Raw data:
▬▬▬▬▬▬▬▬▬▬
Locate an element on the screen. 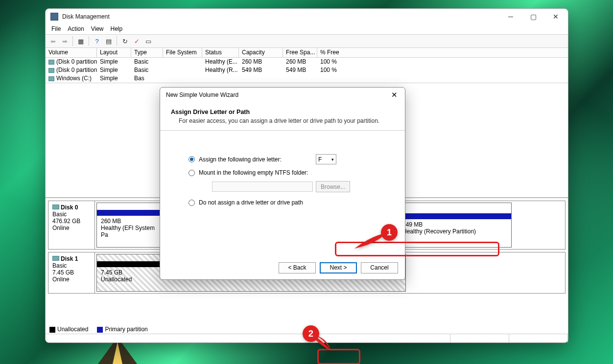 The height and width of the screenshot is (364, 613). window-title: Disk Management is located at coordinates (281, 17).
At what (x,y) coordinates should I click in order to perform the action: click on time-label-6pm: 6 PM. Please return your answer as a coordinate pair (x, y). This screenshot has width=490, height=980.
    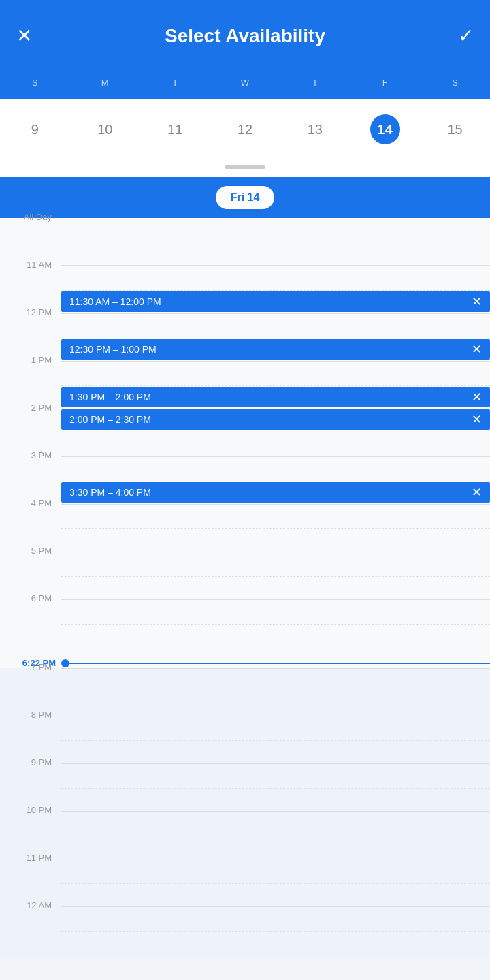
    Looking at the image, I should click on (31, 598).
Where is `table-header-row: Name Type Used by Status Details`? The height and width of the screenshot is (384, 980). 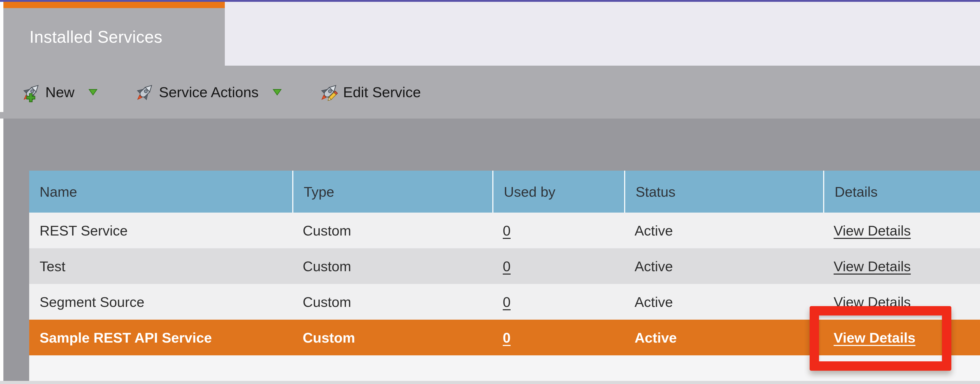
▬▬▬▬▬▬▬▬▬▬
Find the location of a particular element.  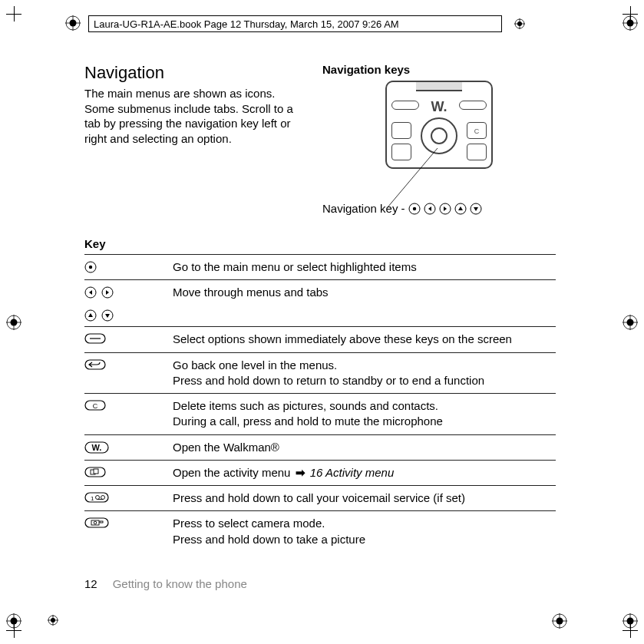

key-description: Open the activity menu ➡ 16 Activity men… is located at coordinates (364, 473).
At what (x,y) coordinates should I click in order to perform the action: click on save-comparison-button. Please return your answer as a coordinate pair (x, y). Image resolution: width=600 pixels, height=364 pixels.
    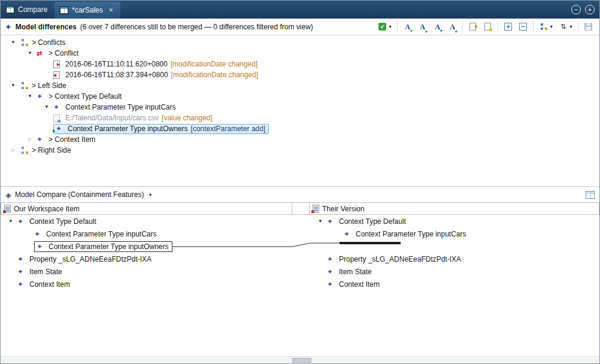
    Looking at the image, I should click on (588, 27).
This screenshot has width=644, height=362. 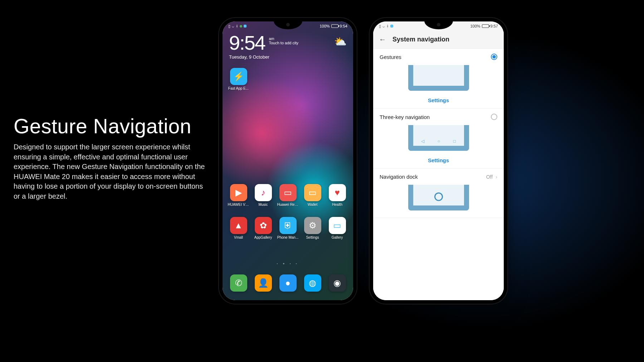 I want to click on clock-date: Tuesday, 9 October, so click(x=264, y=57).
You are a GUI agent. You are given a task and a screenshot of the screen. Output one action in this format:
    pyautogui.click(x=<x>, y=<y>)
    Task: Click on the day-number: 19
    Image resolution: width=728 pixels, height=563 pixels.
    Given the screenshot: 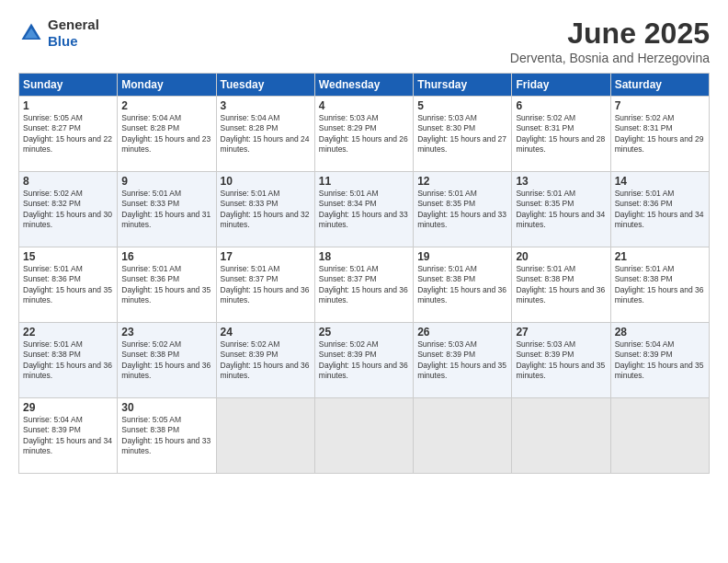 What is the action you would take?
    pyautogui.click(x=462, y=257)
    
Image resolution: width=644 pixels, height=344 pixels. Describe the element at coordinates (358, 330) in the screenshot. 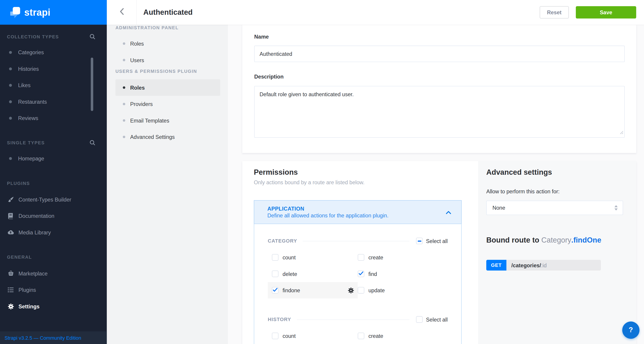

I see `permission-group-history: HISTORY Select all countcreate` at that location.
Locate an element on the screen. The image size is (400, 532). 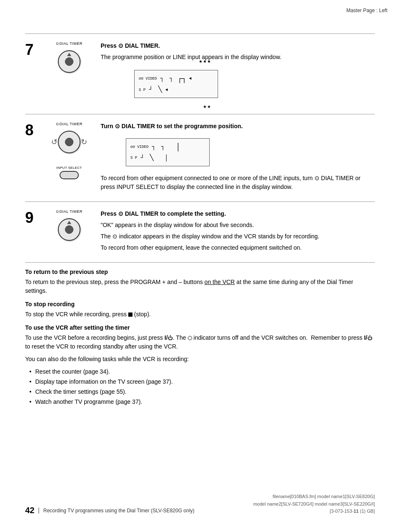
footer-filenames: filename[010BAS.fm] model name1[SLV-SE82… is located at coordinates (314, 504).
▬▬▬▬▬▬▬▬▬▬
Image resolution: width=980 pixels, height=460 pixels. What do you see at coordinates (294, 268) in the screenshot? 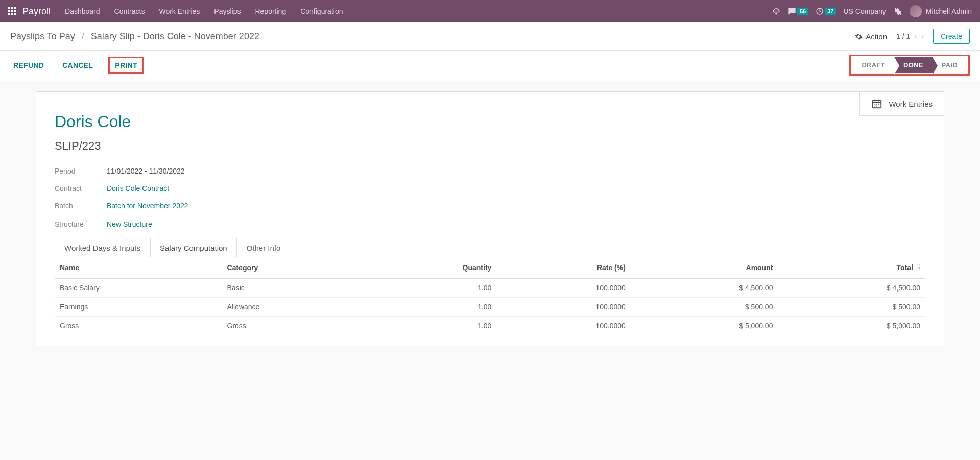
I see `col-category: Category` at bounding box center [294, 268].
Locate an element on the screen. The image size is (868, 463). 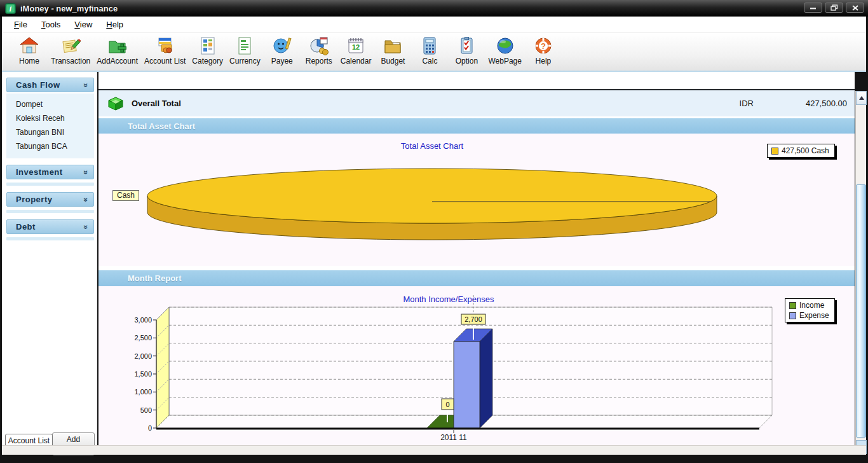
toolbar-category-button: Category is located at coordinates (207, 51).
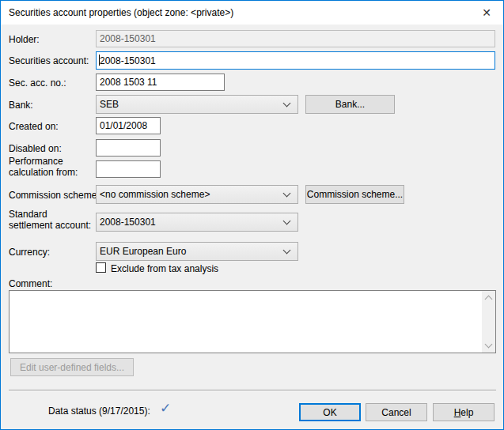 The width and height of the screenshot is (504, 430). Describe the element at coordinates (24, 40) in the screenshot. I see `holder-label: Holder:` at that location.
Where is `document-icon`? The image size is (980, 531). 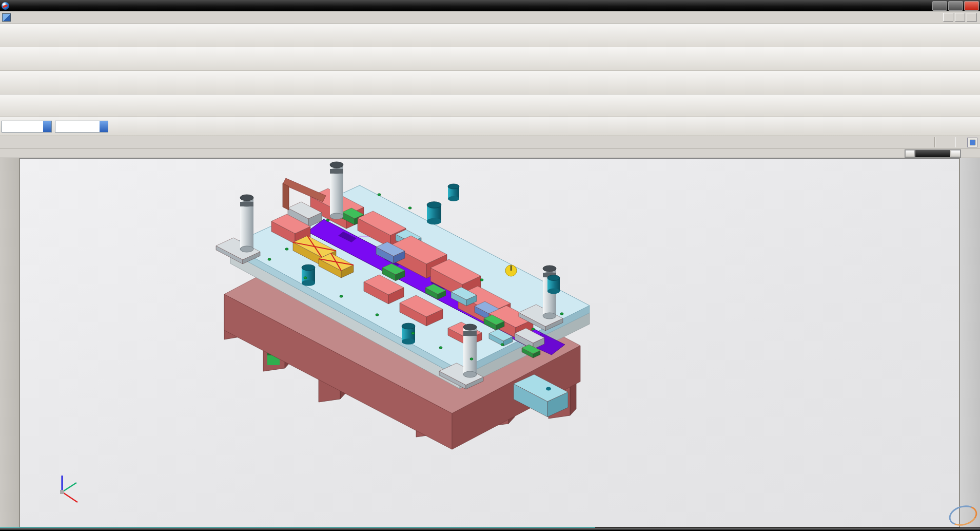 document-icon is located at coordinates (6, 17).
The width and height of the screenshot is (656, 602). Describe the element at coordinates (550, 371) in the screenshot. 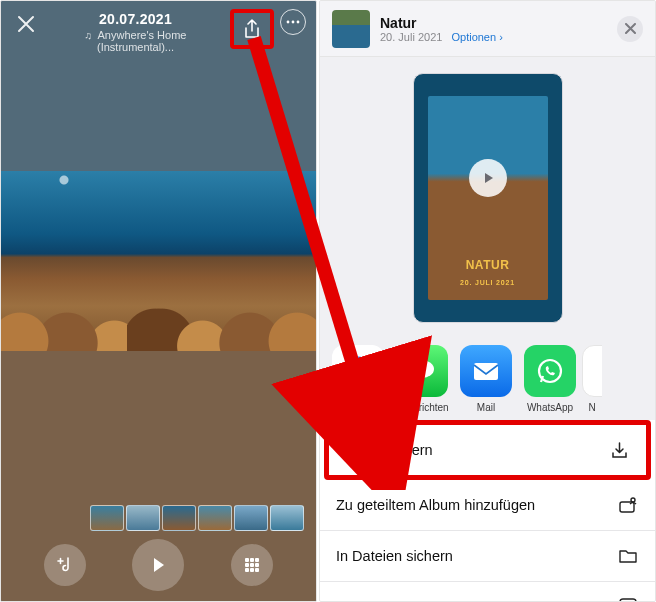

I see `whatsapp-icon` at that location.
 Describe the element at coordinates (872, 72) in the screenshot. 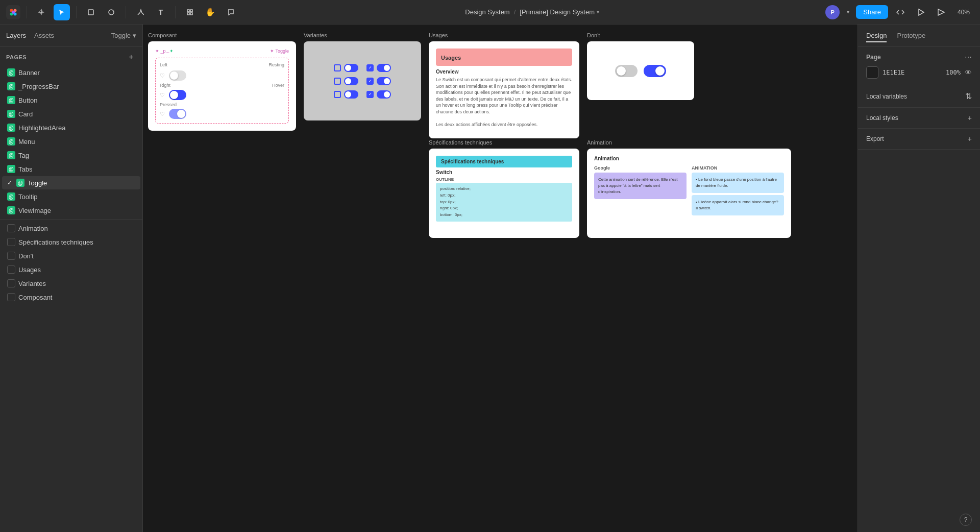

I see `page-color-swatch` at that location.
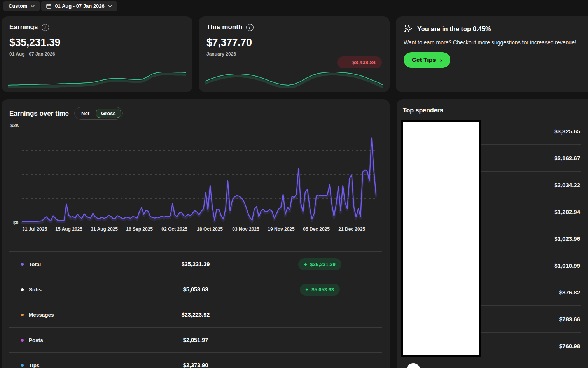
▬▬▬▬▬▬▬▬▬▬
The stretch above running from the line with "has width=490, height=980." through the line with "is (384, 980)." is all you should copy, exactly, leaving out the pictures.

At what (x,y) coordinates should I click in order to perform the action: click on time-label-6pm: 6 PM. Please return your answer as a coordinate pair (x, y). This screenshot has width=490, height=980.
    Looking at the image, I should click on (31, 598).
Where is `table-header-row: Name Type Used by Status Details`? The height and width of the screenshot is (384, 980). 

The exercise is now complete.